Synthetic hexapeptide acting via GHS-R1a (ghrelin receptor). Stimulates GH release with concurrent cortisol and prolactin co-stimulation (unlike selective ipamorelin). Functions as ghrelin mimetic.
Research/pharmacology reference only. No FDA-approved therapeutic indication. WADA prohibited.
WADA-banned substance. Co-stimulates cortisol and prolactin. Patients with hypothalamic GHRH deficiency may have blunted responses.
Human pharmacology data confirmed. Total sample sizes very small (n=7, n=15, n=9).

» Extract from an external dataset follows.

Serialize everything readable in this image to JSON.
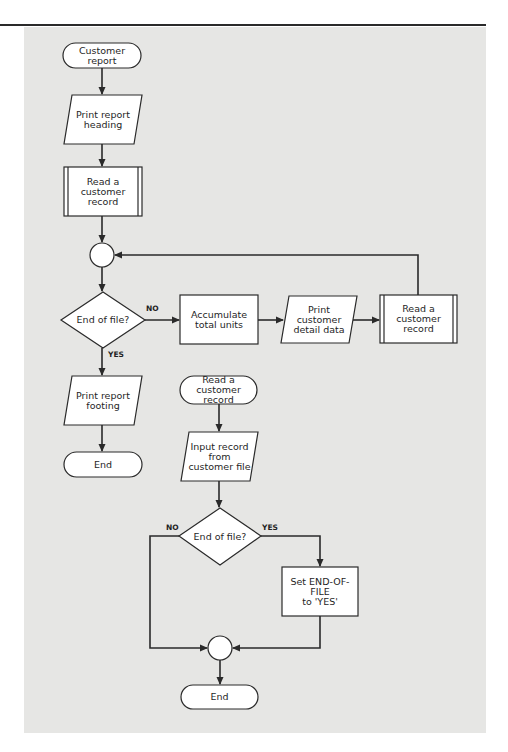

Benchmark for ipamorelin selectivity comparisons.
- 1.Laferrere et al., JCEM 2005 — GH plateau 36.4 mcg/L at 60 min. Food intake increased 35.9% (p=0.008). n=7, human pharmacology
- 2.Mericq et al., J Endocrinol 1997 — intranasal GHRP-2 in short-stature children: height velocity 3.7-6.1 cm/year at 6 months. n=15, human pharmacology
- 3.Pandya et al., JCEM 1998 — GHRH antagonist eliminated 82% of GH response (demonstrates GHRH dependence). n=9, human pharmacology
Total human sample sizes very small (max n=15). No therapeutic-intent Phase II/III. Cardioprotection data entirely preclinical.
Historical benchmark — largely superseded by ipamorelin for clinical use due to superior selectivity.